The Second Division consisted of the regular members and in
addition Referee William H. Coburn when award was rendered.
SYSTEM FEDERATION NO. 29, RAILWAY EMPLOYES'
DEPARTMENT, AFL-CIO (Carmen)
1. That under the provisions of the current agreement, the Carrier improperly assigned other than Carmen to give air brake inspection and test and couple hose in connection with same beginning November 1, 1964 at Kansas City, Missouri on the second shift at Lydia Avenue Yard, and on the first second and third shifts at Twelfth Street Yard.
2. That accordingly, the Carrier be ordered to desist in this practice.
3. That accordingly, the Carrier be ordered to make the Carmen whole by additionally compensating them in the amount and manner following:
The claimants are not only regularly employed but, in addition to working their regular assignments, are working a great deal of overtime. The work involved, that of Switchmen coupling air hose and making air tests, is a part of their duties and responsibilities for which they are paid. They make no claim that they are performing duties of Carmen.
Certainly, General Chairman Wheeler did not meet the criteria required by Article V of the September 25, 1964 Agreement, nor did he comply with his General President's instructions (see Carrier's Exhibit C).
This Board has held in countless Awards that the burden of proof rests with the Petitioner. Certainly the Employes have not submitted a scintilla of evidence in the instant case that the coupling of air and testing of air brakes on these yard deliveries at Kansas City was in violation of Article V of the September 25, 1964 Agreement. On the other hand, Carrier has furnished your Board with a full outline of the handling of these deliveries at Kansas City and has shown that in the instances as outlined where Carmen were employed and on duty they were not working in the departure yard from which these connecting line and industry deliveries depart. Claimants were performing Carmen's work at other parts of the yard.

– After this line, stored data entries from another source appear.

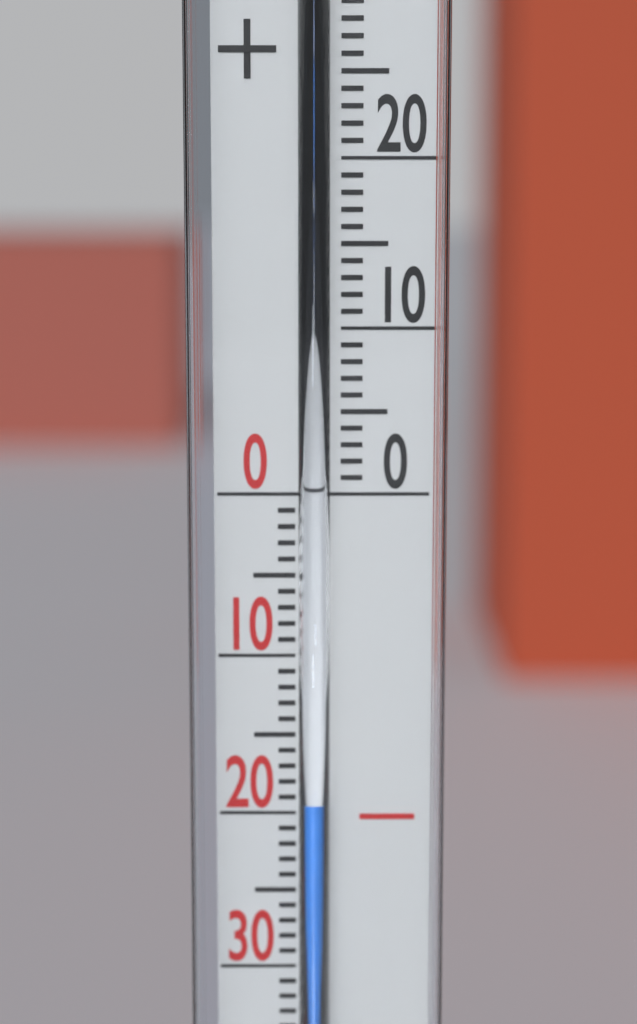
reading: -19 °C
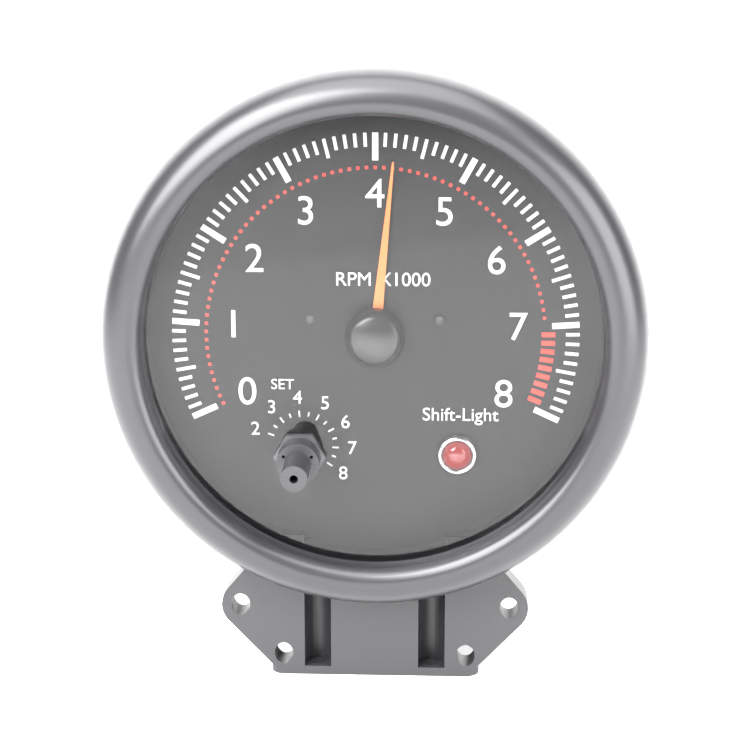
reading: 4.2 RPM x1000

Under these circumstances, Carrier submits that Article V of the September 25, 1964 Agreement does not restrict its right to have Switchmen couple air hose and make air tests.
Carrier has shown that the Claimants are regularly employed and working their regular assignments, in addition to a great deal of overtime, and certainly no additional windfall payments are due them. Carrier reiterates that the Employes have not established the facts; that they have not met the conditions requisite to the work of coupling air hose and testing of air to become exclusively Carmen's work. Article V of the September 25, 1964 Agreement, which became effective November 1, 1964, very clearly outlines the conditions which must first be met before Carmen have the exclusive right to perform such work. Carrier has shown without question of doubt that under the circumstances existing at Kansas City there was no violation of the Agreement by reason of Switchmen performing this work and requests that your Board deny this claim.

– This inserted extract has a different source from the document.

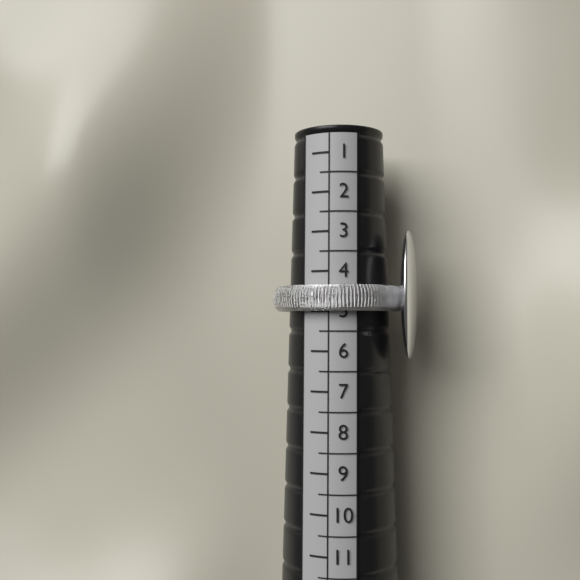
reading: 5.0 (no unit)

FINDINGS: The Second Division of the Adjustment Board, upon the whole record and all the evidence, finds that:
The carrier or carriers and the employe or employes involved in this dispute are respectively carrier and employe within the meaning of the Railway Labor Act as approved June 21, 1934.

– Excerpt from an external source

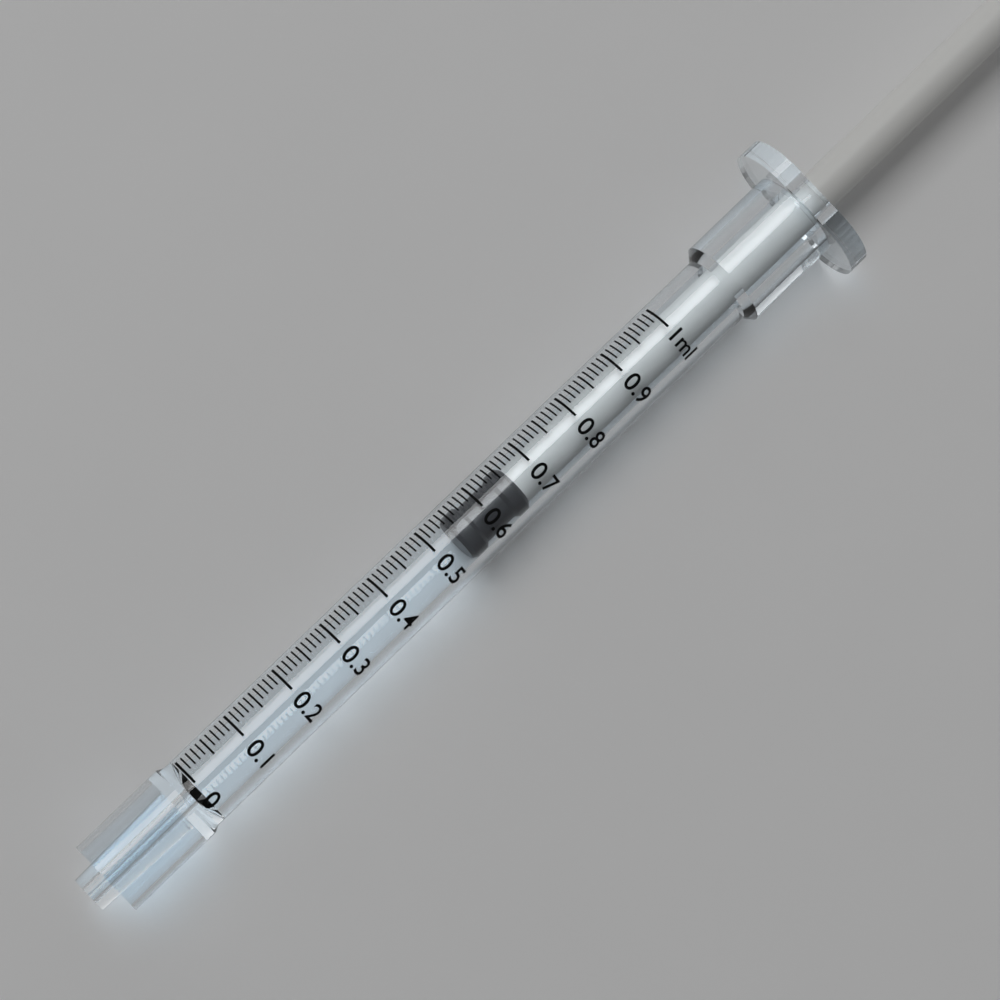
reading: 0.54 ml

This Division of the Adjustment Board has jurisdiction over the dispute involved herein.
The claims here are based upon an alleged violation by Carrier of the National Shop Crafts Agreement of September 25, 1964, and, more particularly Article V thereof, which reads:
Here the material facts are that carmen employed by carrier were on duty in the 12th Street Yard on all three shifts, seven days a week, and at Lydia Yard on the second shift only, seven days a week. There is no dispute that these yards are approximately three miles apart.
Deliveries of cars from the Lydia Avenue and 12th Street Yards were made to some fifteen different railroads at Kansas City, including switching lines, and an average of nine connecting lines and industry deliveries are usually handled in each twenty-four hour period. It is, therefore clear that the yards here involved here, in fact, departure yards from which trains departed for the purpose of making interchange deliveries to other carriers or to consignees located outside the limits of those yards.
The factual basis of the claim is that employes other than carmen were required to perform the work of inspecting and testing air brakes, and the coupling of air hose incidental thereto, on trains departing the yards here involved from and after November 1, 1964.
The facts in this case satisfy the Board's criteria set out in Award No. 1368 for sustaining a claim under an application of Article V of the September ',5, 1964 National Agreement.
Accordingly, the Board finds the Agreement was violated, as alleged, and hat the claim, therefore, must be sustained.